In retrospect, history supported Brandt. Many people no longer think that the fall of the Iron Curtain began with the Polish union Solidarity or the fall the Berlin Wall. Poland's first ambassador to the reunified Germany, Janusz Reiter, expresses the utmost respect for Willy Brandt's deed without mentioning his name.

"We have a strong tendency to view the year 1989 as the beginning of European development, basically, the beginning of our new political era. It's true that this is the turning point in Europe. If you open your eyes wider, the year 1970 was the turning point in Polish-German relations in the political sense."

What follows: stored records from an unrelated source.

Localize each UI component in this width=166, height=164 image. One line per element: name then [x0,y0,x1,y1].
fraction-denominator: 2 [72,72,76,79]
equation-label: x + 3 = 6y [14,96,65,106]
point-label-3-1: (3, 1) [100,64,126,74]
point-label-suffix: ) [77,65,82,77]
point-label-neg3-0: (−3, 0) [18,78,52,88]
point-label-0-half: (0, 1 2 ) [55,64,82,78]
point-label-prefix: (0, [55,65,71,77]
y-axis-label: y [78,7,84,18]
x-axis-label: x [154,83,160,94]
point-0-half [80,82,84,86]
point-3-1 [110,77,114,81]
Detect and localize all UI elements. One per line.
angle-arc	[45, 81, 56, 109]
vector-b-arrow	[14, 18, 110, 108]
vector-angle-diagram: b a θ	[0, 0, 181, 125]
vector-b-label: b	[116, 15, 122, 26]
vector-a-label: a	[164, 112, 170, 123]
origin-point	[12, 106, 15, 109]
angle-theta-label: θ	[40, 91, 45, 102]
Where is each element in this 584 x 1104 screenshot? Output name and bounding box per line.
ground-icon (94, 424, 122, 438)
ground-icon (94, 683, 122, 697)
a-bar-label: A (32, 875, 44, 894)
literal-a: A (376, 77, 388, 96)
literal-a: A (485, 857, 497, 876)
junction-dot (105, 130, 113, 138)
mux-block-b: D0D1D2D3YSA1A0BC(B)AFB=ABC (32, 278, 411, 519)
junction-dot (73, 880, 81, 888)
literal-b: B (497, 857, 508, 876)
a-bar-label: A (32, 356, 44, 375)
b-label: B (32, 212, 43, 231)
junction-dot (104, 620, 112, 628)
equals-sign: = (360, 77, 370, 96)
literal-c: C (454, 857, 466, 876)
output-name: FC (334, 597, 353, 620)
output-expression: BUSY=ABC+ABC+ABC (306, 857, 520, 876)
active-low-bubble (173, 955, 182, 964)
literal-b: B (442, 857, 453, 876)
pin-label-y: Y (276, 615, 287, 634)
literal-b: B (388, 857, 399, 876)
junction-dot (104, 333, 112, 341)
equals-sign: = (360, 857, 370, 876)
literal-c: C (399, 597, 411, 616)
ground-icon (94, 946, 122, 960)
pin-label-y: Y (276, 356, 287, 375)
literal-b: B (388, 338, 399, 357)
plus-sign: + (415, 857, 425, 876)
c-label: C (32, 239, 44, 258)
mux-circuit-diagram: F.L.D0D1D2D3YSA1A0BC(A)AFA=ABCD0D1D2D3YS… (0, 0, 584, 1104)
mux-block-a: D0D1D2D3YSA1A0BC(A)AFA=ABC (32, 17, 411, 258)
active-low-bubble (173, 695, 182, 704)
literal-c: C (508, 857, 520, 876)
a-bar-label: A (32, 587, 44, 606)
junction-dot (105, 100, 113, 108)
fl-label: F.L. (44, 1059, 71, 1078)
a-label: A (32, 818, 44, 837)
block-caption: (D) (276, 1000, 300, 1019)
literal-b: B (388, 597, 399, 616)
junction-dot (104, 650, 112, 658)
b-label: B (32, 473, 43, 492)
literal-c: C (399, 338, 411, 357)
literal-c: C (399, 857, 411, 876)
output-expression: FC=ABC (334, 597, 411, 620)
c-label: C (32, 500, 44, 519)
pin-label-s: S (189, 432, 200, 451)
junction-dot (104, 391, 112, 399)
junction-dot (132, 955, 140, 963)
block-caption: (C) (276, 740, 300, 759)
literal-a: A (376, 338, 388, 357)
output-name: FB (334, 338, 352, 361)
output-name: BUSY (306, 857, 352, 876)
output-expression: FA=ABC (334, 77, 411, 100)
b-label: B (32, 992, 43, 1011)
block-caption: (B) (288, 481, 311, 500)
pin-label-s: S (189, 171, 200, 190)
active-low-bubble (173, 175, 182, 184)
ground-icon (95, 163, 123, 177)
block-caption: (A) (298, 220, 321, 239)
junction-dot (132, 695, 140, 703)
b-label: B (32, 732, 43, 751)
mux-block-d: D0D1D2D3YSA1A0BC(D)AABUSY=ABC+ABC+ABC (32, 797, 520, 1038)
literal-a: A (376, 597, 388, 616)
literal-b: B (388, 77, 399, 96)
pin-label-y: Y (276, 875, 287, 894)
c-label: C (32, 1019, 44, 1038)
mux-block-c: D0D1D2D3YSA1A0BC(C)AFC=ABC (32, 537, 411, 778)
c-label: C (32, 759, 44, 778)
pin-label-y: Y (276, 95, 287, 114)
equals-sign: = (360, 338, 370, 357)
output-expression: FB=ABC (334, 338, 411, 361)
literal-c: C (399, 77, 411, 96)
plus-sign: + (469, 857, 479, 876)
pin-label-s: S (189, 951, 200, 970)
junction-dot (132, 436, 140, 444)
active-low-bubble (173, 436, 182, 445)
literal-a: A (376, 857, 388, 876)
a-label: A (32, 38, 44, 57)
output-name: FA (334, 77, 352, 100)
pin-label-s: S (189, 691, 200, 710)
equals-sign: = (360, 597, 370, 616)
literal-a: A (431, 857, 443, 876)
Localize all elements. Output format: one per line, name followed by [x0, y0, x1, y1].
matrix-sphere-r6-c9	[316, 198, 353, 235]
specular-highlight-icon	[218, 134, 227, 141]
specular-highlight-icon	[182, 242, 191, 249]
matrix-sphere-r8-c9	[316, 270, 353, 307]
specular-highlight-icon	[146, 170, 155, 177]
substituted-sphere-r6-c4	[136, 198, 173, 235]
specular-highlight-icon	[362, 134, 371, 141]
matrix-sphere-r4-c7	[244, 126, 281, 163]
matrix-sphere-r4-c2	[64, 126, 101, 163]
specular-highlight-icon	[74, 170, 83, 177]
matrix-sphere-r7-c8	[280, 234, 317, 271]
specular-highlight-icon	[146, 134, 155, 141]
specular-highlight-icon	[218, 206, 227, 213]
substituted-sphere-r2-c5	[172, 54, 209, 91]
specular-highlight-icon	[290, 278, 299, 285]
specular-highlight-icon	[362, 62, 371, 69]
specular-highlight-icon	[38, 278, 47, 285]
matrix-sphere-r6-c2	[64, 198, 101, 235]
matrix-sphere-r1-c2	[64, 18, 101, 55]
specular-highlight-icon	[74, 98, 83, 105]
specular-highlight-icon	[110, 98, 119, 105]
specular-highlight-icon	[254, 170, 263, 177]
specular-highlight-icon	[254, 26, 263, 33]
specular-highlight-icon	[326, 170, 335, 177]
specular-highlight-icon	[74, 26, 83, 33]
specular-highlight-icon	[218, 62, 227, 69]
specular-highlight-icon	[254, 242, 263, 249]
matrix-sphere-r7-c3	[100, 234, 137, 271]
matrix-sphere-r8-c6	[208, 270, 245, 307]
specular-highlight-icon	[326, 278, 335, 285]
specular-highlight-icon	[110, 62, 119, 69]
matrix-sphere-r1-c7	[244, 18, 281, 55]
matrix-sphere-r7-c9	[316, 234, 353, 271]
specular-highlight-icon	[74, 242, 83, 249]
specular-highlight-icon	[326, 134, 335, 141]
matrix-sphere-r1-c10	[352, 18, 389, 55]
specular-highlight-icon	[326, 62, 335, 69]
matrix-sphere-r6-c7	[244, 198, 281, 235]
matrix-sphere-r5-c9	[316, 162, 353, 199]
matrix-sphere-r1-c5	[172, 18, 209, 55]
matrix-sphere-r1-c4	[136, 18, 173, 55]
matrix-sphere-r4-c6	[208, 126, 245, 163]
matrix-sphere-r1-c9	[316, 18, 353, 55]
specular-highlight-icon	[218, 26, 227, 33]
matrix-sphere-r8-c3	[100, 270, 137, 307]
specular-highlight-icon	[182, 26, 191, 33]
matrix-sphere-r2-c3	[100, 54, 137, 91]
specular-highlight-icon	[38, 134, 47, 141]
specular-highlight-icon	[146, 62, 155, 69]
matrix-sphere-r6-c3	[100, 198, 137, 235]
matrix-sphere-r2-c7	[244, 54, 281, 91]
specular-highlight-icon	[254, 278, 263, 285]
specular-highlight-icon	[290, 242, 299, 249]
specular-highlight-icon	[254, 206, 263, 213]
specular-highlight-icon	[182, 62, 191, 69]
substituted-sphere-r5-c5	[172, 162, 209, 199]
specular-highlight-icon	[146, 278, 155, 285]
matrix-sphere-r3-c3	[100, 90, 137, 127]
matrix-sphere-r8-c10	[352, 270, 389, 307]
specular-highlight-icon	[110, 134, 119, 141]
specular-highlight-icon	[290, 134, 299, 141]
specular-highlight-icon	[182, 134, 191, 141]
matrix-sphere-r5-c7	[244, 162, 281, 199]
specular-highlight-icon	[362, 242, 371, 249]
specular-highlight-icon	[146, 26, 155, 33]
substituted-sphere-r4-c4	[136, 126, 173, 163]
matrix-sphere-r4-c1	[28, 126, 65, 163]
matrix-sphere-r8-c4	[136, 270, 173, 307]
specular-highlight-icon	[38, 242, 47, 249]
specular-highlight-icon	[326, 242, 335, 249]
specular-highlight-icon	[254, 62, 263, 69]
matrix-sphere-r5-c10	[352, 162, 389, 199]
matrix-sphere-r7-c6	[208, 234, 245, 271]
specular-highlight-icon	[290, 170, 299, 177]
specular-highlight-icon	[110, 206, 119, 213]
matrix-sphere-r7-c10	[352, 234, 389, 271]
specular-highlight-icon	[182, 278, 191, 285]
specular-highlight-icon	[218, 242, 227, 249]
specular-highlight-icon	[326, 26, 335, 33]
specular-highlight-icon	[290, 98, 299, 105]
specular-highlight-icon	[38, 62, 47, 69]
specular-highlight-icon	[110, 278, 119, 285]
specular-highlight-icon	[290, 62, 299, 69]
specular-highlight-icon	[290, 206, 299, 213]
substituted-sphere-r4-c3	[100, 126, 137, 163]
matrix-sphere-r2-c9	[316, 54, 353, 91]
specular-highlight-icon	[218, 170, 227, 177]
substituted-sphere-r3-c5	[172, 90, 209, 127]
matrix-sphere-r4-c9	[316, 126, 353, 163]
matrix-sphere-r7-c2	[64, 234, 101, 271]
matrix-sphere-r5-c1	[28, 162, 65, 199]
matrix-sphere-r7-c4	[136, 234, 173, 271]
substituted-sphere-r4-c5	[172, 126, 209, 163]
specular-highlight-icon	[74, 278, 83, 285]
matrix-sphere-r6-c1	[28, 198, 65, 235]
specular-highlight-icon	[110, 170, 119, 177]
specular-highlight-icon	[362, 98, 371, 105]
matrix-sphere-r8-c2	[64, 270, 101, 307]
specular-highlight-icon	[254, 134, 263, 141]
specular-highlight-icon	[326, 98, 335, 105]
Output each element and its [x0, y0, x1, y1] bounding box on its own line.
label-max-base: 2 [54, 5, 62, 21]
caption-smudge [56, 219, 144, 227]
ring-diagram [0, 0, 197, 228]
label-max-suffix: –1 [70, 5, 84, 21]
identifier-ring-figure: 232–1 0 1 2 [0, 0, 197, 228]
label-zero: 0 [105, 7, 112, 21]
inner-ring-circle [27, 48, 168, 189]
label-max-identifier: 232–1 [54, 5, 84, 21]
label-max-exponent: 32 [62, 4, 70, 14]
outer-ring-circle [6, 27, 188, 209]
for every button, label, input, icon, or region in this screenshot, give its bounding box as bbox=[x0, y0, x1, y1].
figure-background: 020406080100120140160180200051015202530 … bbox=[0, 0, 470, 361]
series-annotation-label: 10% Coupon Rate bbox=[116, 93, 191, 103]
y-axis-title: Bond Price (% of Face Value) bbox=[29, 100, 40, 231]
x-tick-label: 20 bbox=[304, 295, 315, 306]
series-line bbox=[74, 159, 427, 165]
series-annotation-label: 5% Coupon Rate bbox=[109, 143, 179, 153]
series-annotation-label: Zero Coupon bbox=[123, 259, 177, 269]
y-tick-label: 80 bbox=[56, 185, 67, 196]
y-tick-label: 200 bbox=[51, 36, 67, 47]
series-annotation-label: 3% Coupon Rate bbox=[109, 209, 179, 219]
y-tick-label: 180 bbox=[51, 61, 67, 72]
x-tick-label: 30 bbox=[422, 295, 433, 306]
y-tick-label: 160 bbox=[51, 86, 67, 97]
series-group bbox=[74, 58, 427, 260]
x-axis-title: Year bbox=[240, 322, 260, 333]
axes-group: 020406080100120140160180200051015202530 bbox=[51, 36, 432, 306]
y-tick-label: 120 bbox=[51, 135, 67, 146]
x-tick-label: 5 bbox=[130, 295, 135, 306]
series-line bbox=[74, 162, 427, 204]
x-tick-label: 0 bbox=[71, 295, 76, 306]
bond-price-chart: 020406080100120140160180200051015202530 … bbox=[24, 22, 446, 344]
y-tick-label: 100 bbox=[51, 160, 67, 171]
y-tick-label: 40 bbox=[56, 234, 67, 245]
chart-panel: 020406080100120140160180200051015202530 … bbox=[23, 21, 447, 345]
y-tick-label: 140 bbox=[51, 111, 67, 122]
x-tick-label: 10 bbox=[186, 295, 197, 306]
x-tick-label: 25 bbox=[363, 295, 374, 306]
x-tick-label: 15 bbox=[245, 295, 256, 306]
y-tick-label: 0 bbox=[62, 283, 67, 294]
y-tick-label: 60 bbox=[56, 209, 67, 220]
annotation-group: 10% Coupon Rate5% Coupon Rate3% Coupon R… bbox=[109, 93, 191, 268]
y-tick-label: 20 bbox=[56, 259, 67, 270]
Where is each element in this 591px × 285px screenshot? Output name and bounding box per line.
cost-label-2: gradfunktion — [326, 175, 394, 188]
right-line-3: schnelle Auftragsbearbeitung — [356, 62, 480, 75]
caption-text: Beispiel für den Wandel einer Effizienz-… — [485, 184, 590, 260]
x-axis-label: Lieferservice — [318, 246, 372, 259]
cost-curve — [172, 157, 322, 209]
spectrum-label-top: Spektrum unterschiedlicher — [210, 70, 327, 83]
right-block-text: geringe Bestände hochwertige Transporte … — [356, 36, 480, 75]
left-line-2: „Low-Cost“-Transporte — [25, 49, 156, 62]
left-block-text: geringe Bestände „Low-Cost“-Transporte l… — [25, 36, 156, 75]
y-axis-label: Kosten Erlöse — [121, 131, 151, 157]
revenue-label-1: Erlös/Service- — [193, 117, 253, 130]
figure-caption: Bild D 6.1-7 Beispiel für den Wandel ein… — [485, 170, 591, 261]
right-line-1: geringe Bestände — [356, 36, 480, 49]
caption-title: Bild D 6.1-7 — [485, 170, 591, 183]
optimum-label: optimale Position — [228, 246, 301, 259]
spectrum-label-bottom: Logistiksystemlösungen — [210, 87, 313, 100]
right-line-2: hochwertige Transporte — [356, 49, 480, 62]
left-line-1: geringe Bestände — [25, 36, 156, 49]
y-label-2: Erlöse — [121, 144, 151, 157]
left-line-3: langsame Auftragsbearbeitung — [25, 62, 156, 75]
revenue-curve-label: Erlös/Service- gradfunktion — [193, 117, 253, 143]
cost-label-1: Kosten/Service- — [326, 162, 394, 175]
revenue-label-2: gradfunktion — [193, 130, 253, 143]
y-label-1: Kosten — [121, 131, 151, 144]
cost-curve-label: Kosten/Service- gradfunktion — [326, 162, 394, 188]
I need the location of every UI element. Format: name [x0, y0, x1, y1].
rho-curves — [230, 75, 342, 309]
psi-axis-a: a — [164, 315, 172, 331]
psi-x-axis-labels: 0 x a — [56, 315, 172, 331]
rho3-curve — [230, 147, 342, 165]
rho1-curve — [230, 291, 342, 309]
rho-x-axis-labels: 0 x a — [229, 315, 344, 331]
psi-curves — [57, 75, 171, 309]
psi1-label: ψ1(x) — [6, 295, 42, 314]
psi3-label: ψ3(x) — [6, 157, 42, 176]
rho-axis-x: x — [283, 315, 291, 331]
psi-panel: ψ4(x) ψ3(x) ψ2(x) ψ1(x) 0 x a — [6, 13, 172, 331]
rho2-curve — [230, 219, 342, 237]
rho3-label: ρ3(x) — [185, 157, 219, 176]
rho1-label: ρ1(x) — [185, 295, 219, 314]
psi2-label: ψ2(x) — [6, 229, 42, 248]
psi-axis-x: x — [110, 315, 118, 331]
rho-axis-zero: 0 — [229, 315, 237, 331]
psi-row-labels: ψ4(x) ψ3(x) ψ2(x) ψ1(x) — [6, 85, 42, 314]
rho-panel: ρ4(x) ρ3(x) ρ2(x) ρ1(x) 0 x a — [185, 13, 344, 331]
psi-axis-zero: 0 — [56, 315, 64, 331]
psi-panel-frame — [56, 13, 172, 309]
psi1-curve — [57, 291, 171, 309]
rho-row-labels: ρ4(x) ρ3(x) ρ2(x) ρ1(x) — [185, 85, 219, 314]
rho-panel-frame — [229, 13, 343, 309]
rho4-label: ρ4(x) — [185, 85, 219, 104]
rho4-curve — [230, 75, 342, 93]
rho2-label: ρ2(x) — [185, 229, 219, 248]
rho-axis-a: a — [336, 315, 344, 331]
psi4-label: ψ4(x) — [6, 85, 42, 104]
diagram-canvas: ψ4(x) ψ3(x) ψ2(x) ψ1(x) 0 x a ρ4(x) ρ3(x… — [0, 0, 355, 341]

Brandt's trip to Warsaw was a turning point in German-Polish relations. Poland's party leader, Gomulka, and prime minister Cyrankiewicz signed the so-called Warsaw Treaty with Germany. The Moscow treaty was also signed in August that same year so the normalization of relations to the Soviet Union was about the begin. At the same time, Bonn recognized the Western Polish border, the line along the rivers Oder and Neisse, according to international law. It was a slap in the face to millions of displaced Germans who had left the former eastern regions.

"Traitors of the home country" was one of the most harmless names he was given by his opponents. And finally, bitter disputes over eastern European policy took place in German parliament between Brandt's Social Democrats, his coalition partner, the Liberal Democrats and the opposition CDU/CSU.

He survived the eastern European policy that he himself established, even though the opposition held a vote of no confidence against him. His fall from grace came years later because of an espionage affair which was not his fault. But episode didn't harm his popularity, and he even had an opera written for him. John Dew, initiator of the project "Der Kniefall von Warschau" stated, "I wanted to create a type of monument for a key figure in the post World War Two era, to show Brandt's despair, depression and his helplessness. But the man had a vision and this vision helped defeat the Cold War."